Nouns denoting acts or actions

Synonyms:

maintenance; sustainment; sustenance; sustentation; upkeep

Context example:

fishing was their main sustainment

Hypernyms ("sustenance" is a kind of...):

support (the activity of providing for or maintaining by supplying with money or necessities)

Derivation:

sustain (lengthen or extend in duration or space)


 Context examples 


However, it was necessary to mention this matter, lest the world should think it impossible that I could find sustenance for three years in such a country, and among such inhabitants.

(Gulliver's Travels into several remote nations of the world, by Jonathan Swift)

This is important because sharks are top predators that keep the marine ecosystem in check, helping to sustain the food web that supports millions of people worldwide who rely on seafood sustenance.

(New way to save endangered sharks – and our seafood, SciDev.Net)

The twins no longer derive their sustenance from Nature's founts—in short, said Mr. Micawber, in one of his bursts of confidence, they are weaned—and Mrs. Micawber is, at present, my travelling companion.

(David Copperfield, by Charles Dickens)

The introduction of pumps to ferry water from deep under the Kalahari to its surface has provided sustenance for livestock and fostered increasing herd sizes.

(Sleeping sands of the Kalahari awaken after more than 10,000 years, NSF)

What do they do but live and suck in sustenance and grow fat?

(The White Company, by Sir Arthur Conan Doyle)

Beaufort had saved but a very small sum of money from the wreck of his fortunes, but it was sufficient to provide him with sustenance for some months, and in the meantime he hoped to procure some respectable employment in a merchant’s house.

(Frankenstein, by Mary Wollstonecraft Shelley)

They clung to the purple moors behind and around their dwelling—to the hollow vale into which the pebbly bridle-path leading from their gate descended, and which wound between fern-banks first, and then amongst a few of the wildest little pasture-fields that ever bordered a wilderness of heath, or gave sustenance to a flock of grey moorland sheep, with their little mossy- faced lambs:—they clung to this scene, I say, with a perfect enthusiasm of attachment.

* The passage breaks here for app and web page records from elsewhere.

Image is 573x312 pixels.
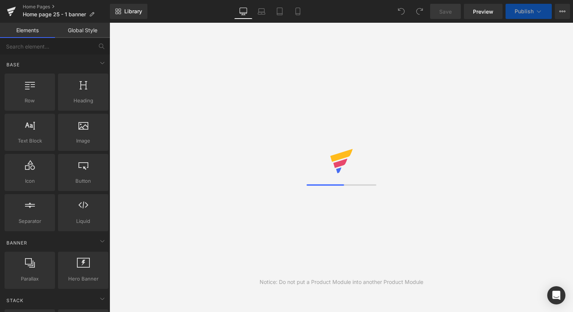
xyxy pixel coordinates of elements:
span: Heading [60,97,106,105]
a: Preview [464,4,503,19]
span: Button [60,177,106,185]
a: Desktop [234,4,252,19]
span: Save [439,8,452,16]
span: Banner [6,239,28,246]
span: Base [6,61,20,68]
span: Liquid [60,217,106,225]
div: Open Intercom Messenger [547,286,565,304]
span: Row [7,97,53,105]
span: Home page 25 - 1 banner [23,11,86,17]
a: Mobile [289,4,307,19]
div: Notice: Do not put a Product Module into another Product Module [260,278,423,286]
span: Parallax [7,275,53,283]
button: Redo [412,4,427,19]
span: Library [124,8,142,15]
span: Stack [6,297,24,304]
span: Hero Banner [60,275,106,283]
span: Separator [7,217,53,225]
a: Laptop [252,4,271,19]
a: Tablet [271,4,289,19]
span: Text Block [7,137,53,145]
button: Undo [394,4,409,19]
span: Preview [473,8,493,16]
a: New Library [110,4,147,19]
span: Image [60,137,106,145]
button: Publish [506,4,552,19]
span: Publish [515,8,534,14]
span: Icon [7,177,53,185]
button: More [555,4,570,19]
a: Global Style [55,23,110,38]
a: Home Pages [23,4,110,10]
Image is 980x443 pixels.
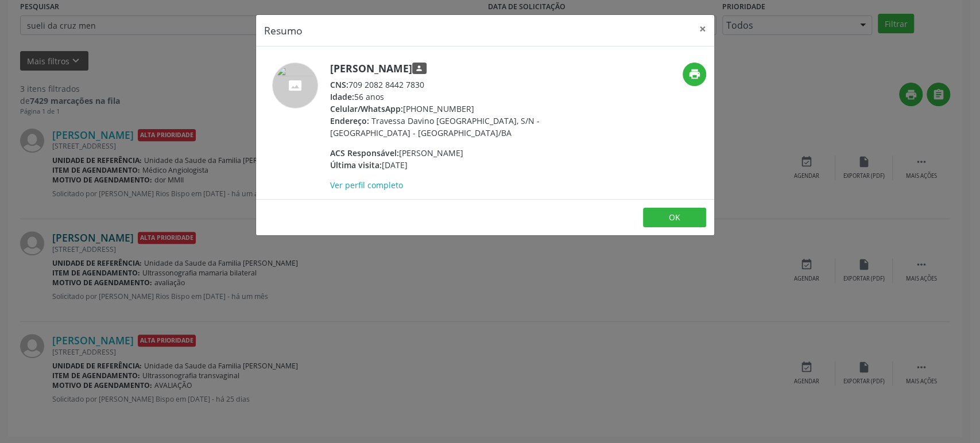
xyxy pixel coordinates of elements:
[643,208,706,227] button: OK
[330,103,403,114] span: Celular/WhatsApp:
[330,103,553,115] div: [PHONE_NUMBER]
[330,116,540,138] span: Travessa Davino [GEOGRAPHIC_DATA], S/N - [GEOGRAPHIC_DATA] - [GEOGRAPHIC_DATA]/BA
[330,159,553,171] div: [DATE]
[691,15,714,43] button: Close
[412,62,427,75] span: Responsável
[264,23,303,38] h5: Resumo
[330,116,369,126] span: Endereço:
[330,147,399,158] span: ACS Responsável:
[330,179,403,190] a: Ver perfil completo
[330,160,382,170] span: Última visita:
[330,147,553,159] div: [PERSON_NAME]
[688,68,701,80] i: print
[330,79,553,90] div: 709 2082 8442 7830
[330,79,349,90] span: CNS:
[415,64,423,73] i: person
[330,62,553,75] h5: [PERSON_NAME]
[683,62,706,86] button: print
[330,91,354,102] span: Idade:
[272,62,318,108] img: accompaniment
[330,90,553,103] div: 56 anos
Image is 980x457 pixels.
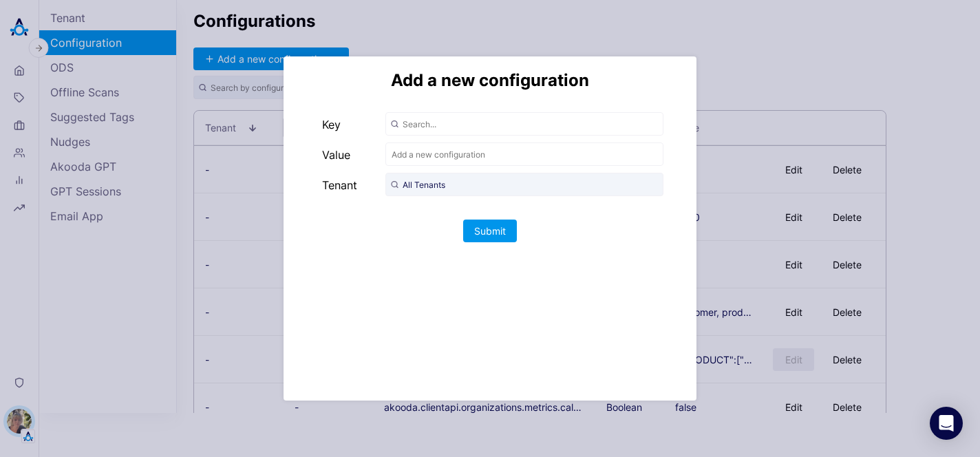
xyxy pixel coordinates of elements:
input: Search... [385,112,664,135]
h2: Add a new configuration [391,71,590,91]
input: All Tenants [385,173,664,196]
div: Open Intercom Messenger [930,407,963,440]
button: Submit [463,219,517,243]
span: Key [322,118,380,131]
span: Value [322,148,380,162]
span: Tenant [322,179,380,192]
input: Add a new configuration [385,143,664,166]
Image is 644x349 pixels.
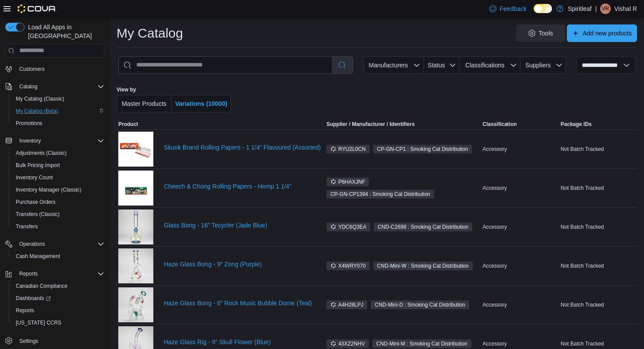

(Jane Eyre, by Charlotte Brontë)

Then he would cast a glance of fear at the wolf-circle drawn expectantly about him, and like a blow the realisation would strike him that this wonderful body of his, this living flesh, was no more than so much meat, a quest of ravenous animals, to be torn and slashed by their hungry fangs, to be sustenance to them as the moose and the rabbit had often been sustenance to him.

(White Fang, by Jack London)

I applied myself to the king, and assured his majesty, that I came from a country which abounded with several millions of both sexes, and of my own stature; where the animals, trees, and houses, were all in proportion, and where, by consequence, I might be as able to defend myself, and to find sustenance, as any of his majesty’s subjects could do here; which I took for a full answer to those gentlemen’s arguments.

(Gulliver's Travels into several remote nations of the world, by Jonathan Swift)

I had first, however, provided for my sustenance for that day by a loaf of coarse bread, which I purloined, and a cup with which I could drink more conveniently than from my hand of the pure water which flowed by my retreat.